Unless we understand a certain material - metal or resin and plastic - understanding the processes that turn it from ore, for example - we can never develop and define form that's appropriate.
Sentiment: NEGATIVE
The properties which differentiate living matter from any kind of inorganic imitation may be instinctively felt, but can hardly be formulated without expert knowledge.
I maintain also that substances, whether material or immaterial, cannot be conceived in their bare essence without any activity, activity being of the essence of substance in general.
We refuse to recognize problems of form, but only problems of building. Form is not the aim of our work, but only the result. Form, by itself, does not exist. Form as an aim is formalism; and that we reject.
As soon as we can wrest from Nature the secret of the internal structure of the compounds produced by her, chemical science can then even surpass Nature by producing compounds as variations of the natural ones, which the living cell is unable to construct.
Because of the many dimensions of forms of though which you can also put into physical form, you have the possibility to create much which we cannot fashion in the same manner.
The well-known fact that the form of a specific substance, e.g. water, and hence its properties can alter without a change in composition was disposed of by the formal view that a physical, not a chemical, process was involved.
You begin with the possibilities of the material.
From time immemorial, man has desired to comprehend the complexity of nature in terms of as few elementary concepts as possible.
Abstraction is real, probably more real than nature.
Each material has its specific characteristics which we must understand if we want to use it. This is no less true of steel and concrete.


Task objective: The whole listing needs to be written out exactly, except for any images.

○ ○ ○ ○

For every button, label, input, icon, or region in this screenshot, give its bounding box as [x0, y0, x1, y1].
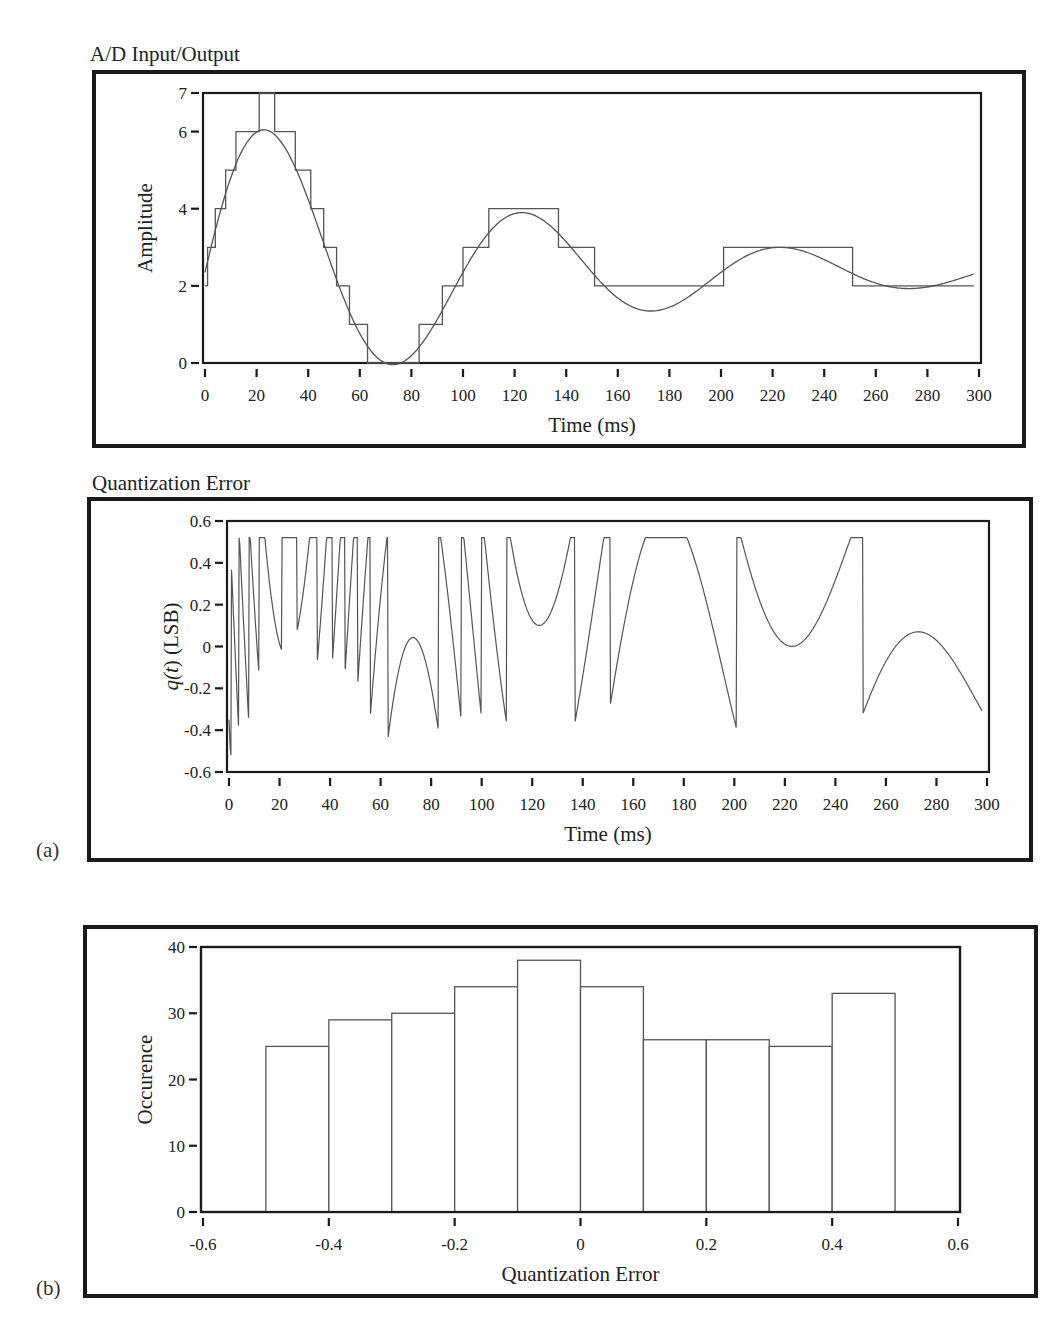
chart-hist: 010203040-0.6-0.4-0.200.20.40.6Quantizat…	[133, 938, 969, 1286]
x-tick-label: 40	[300, 386, 317, 405]
plot-area	[203, 93, 981, 363]
x-tick-label: 0.6	[947, 1235, 968, 1254]
x-tick-label: 220	[760, 386, 786, 405]
histogram-bar	[392, 1013, 455, 1212]
y-axis-label: Occurence	[133, 1035, 157, 1125]
y-label-suffix: ) (LSB)	[159, 602, 183, 667]
x-tick-label: 300	[974, 795, 1000, 814]
y-axis-label: q(t) (LSB)	[159, 602, 183, 690]
x-tick-label: 0.2	[696, 1235, 717, 1254]
histogram-bar	[581, 987, 644, 1212]
x-tick-label: 0	[225, 795, 234, 814]
x-tick-label: -0.4	[315, 1235, 342, 1254]
y-tick-label: 10	[168, 1137, 185, 1156]
quantization-error-curve	[229, 538, 982, 756]
histogram-bar	[266, 1046, 329, 1212]
plot-area	[227, 521, 989, 772]
x-tick-label: 220	[772, 795, 798, 814]
histogram-bar	[706, 1040, 769, 1212]
y-tick-label: 0	[203, 638, 212, 657]
y-tick-label: -0.6	[184, 763, 211, 782]
x-tick-label: -0.6	[190, 1235, 217, 1254]
chart-qerr: -0.6-0.4-0.200.20.40.6020406080100120140…	[159, 512, 1000, 846]
y-tick-label: 7	[179, 84, 188, 103]
histogram-bar	[832, 993, 895, 1212]
y-tick-label: 4	[179, 200, 188, 219]
x-tick-label: 40	[322, 795, 339, 814]
y-axis-label: Amplitude	[133, 183, 157, 273]
x-tick-label: 0.4	[822, 1235, 844, 1254]
x-tick-label: 0	[576, 1235, 585, 1254]
y-tick-label: 0.4	[190, 554, 212, 573]
y-tick-label: 30	[168, 1004, 185, 1023]
x-tick-label: 80	[423, 795, 440, 814]
x-tick-label: 140	[553, 386, 579, 405]
x-tick-label: 260	[863, 386, 889, 405]
quantized-output-staircase	[205, 93, 974, 363]
x-tick-label: 200	[722, 795, 748, 814]
y-tick-label: 0.2	[190, 596, 211, 615]
histogram-bar	[329, 1020, 392, 1212]
x-tick-label: 0	[201, 386, 210, 405]
y-tick-label: -0.4	[184, 721, 211, 740]
x-tick-label: 60	[351, 386, 368, 405]
y-tick-label: 6	[179, 123, 188, 142]
y-tick-label: 20	[168, 1071, 185, 1090]
x-tick-label: 300	[966, 386, 992, 405]
x-tick-label: 100	[469, 795, 495, 814]
charts-canvas: 0246702040608010012014016018020022024026…	[0, 0, 1064, 1323]
x-tick-label: 280	[924, 795, 950, 814]
x-tick-label: 160	[621, 795, 647, 814]
y-tick-label: 40	[168, 938, 185, 957]
histogram-bar	[769, 1046, 832, 1212]
x-tick-label: 20	[271, 795, 288, 814]
x-tick-label: 260	[873, 795, 899, 814]
y-tick-label: 2	[179, 277, 188, 296]
x-tick-label: 100	[450, 386, 476, 405]
x-tick-label: 160	[605, 386, 631, 405]
x-tick-label: 80	[403, 386, 420, 405]
x-tick-label: 280	[915, 386, 941, 405]
x-tick-label: 180	[657, 386, 683, 405]
x-tick-label: 60	[372, 795, 389, 814]
histogram-bar	[455, 987, 518, 1212]
y-tick-label: 0	[179, 354, 188, 373]
x-tick-label: -0.2	[441, 1235, 468, 1254]
x-tick-label: 180	[671, 795, 697, 814]
y-tick-label: 0.6	[190, 512, 211, 531]
x-tick-label: 120	[502, 386, 528, 405]
x-tick-label: 200	[708, 386, 734, 405]
histogram-bar	[518, 960, 581, 1212]
y-tick-label: -0.2	[184, 679, 211, 698]
x-tick-label: 140	[570, 795, 596, 814]
histogram-bar	[643, 1040, 706, 1212]
x-tick-label: 120	[519, 795, 545, 814]
x-tick-label: 240	[811, 386, 837, 405]
x-tick-label: 240	[823, 795, 849, 814]
x-axis-label: Time (ms)	[548, 413, 635, 437]
x-tick-label: 20	[248, 386, 265, 405]
x-axis-label: Quantization Error	[501, 1262, 659, 1286]
y-tick-label: 0	[177, 1203, 186, 1222]
x-axis-label: Time (ms)	[564, 822, 651, 846]
chart-ad: 0246702040608010012014016018020022024026…	[133, 84, 992, 437]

○ ○ ○ ○

Your response:
For every button, label, input, icon, or region in this screenshot, give its bounding box as [x0, y0, x1, y1].
chart-hist: 010203040-0.6-0.4-0.200.20.40.6Quantizat…	[133, 938, 969, 1286]
x-tick-label: 40	[300, 386, 317, 405]
plot-area	[203, 93, 981, 363]
x-tick-label: 0.6	[947, 1235, 968, 1254]
x-tick-label: 220	[760, 386, 786, 405]
histogram-bar	[392, 1013, 455, 1212]
y-axis-label: Occurence	[133, 1035, 157, 1125]
y-label-suffix: ) (LSB)	[159, 602, 183, 667]
x-tick-label: 300	[974, 795, 1000, 814]
y-axis-label: q(t) (LSB)	[159, 602, 183, 690]
x-tick-label: 0.2	[696, 1235, 717, 1254]
histogram-bar	[581, 987, 644, 1212]
x-tick-label: 0	[225, 795, 234, 814]
x-tick-label: -0.4	[315, 1235, 342, 1254]
y-tick-label: 10	[168, 1137, 185, 1156]
quantization-error-curve	[229, 538, 982, 756]
histogram-bar	[266, 1046, 329, 1212]
plot-area	[227, 521, 989, 772]
x-tick-label: 220	[772, 795, 798, 814]
histogram-bar	[706, 1040, 769, 1212]
y-tick-label: 0	[203, 638, 212, 657]
y-tick-label: -0.6	[184, 763, 211, 782]
x-tick-label: -0.6	[190, 1235, 217, 1254]
chart-qerr: -0.6-0.4-0.200.20.40.6020406080100120140…	[159, 512, 1000, 846]
y-tick-label: 7	[179, 84, 188, 103]
histogram-bar	[832, 993, 895, 1212]
y-tick-label: 4	[179, 200, 188, 219]
x-tick-label: 40	[322, 795, 339, 814]
y-axis-label: Amplitude	[133, 183, 157, 273]
x-tick-label: 0.4	[822, 1235, 844, 1254]
x-tick-label: 0	[576, 1235, 585, 1254]
y-tick-label: 0.4	[190, 554, 212, 573]
y-tick-label: 30	[168, 1004, 185, 1023]
x-tick-label: 80	[423, 795, 440, 814]
x-tick-label: 140	[553, 386, 579, 405]
x-tick-label: 260	[863, 386, 889, 405]
quantized-output-staircase	[205, 93, 974, 363]
x-tick-label: 200	[722, 795, 748, 814]
y-tick-label: 0.2	[190, 596, 211, 615]
histogram-bar	[329, 1020, 392, 1212]
x-tick-label: 0	[201, 386, 210, 405]
y-tick-label: -0.4	[184, 721, 211, 740]
x-tick-label: 60	[351, 386, 368, 405]
y-tick-label: 6	[179, 123, 188, 142]
y-tick-label: 20	[168, 1071, 185, 1090]
x-tick-label: 300	[966, 386, 992, 405]
x-tick-label: 100	[469, 795, 495, 814]
charts-canvas: 0246702040608010012014016018020022024026…	[0, 0, 1064, 1323]
x-tick-label: 280	[924, 795, 950, 814]
x-tick-label: 160	[621, 795, 647, 814]
y-tick-label: 40	[168, 938, 185, 957]
histogram-bar	[769, 1046, 832, 1212]
x-tick-label: 20	[271, 795, 288, 814]
x-tick-label: 260	[873, 795, 899, 814]
y-tick-label: 2	[179, 277, 188, 296]
x-tick-label: 100	[450, 386, 476, 405]
x-tick-label: 160	[605, 386, 631, 405]
x-tick-label: 80	[403, 386, 420, 405]
x-tick-label: 280	[915, 386, 941, 405]
x-tick-label: 180	[657, 386, 683, 405]
x-tick-label: 60	[372, 795, 389, 814]
histogram-bar	[455, 987, 518, 1212]
y-tick-label: 0	[179, 354, 188, 373]
x-tick-label: -0.2	[441, 1235, 468, 1254]
x-tick-label: 180	[671, 795, 697, 814]
y-tick-label: 0.6	[190, 512, 211, 531]
x-tick-label: 120	[502, 386, 528, 405]
x-tick-label: 200	[708, 386, 734, 405]
histogram-bar	[518, 960, 581, 1212]
y-tick-label: -0.2	[184, 679, 211, 698]
x-tick-label: 140	[570, 795, 596, 814]
histogram-bar	[643, 1040, 706, 1212]
x-tick-label: 120	[519, 795, 545, 814]
x-tick-label: 240	[811, 386, 837, 405]
x-tick-label: 240	[823, 795, 849, 814]
x-axis-label: Time (ms)	[548, 413, 635, 437]
x-tick-label: 20	[248, 386, 265, 405]
x-axis-label: Quantization Error	[501, 1262, 659, 1286]
y-tick-label: 0	[177, 1203, 186, 1222]
x-axis-label: Time (ms)	[564, 822, 651, 846]
chart-ad: 0246702040608010012014016018020022024026…	[133, 84, 992, 437]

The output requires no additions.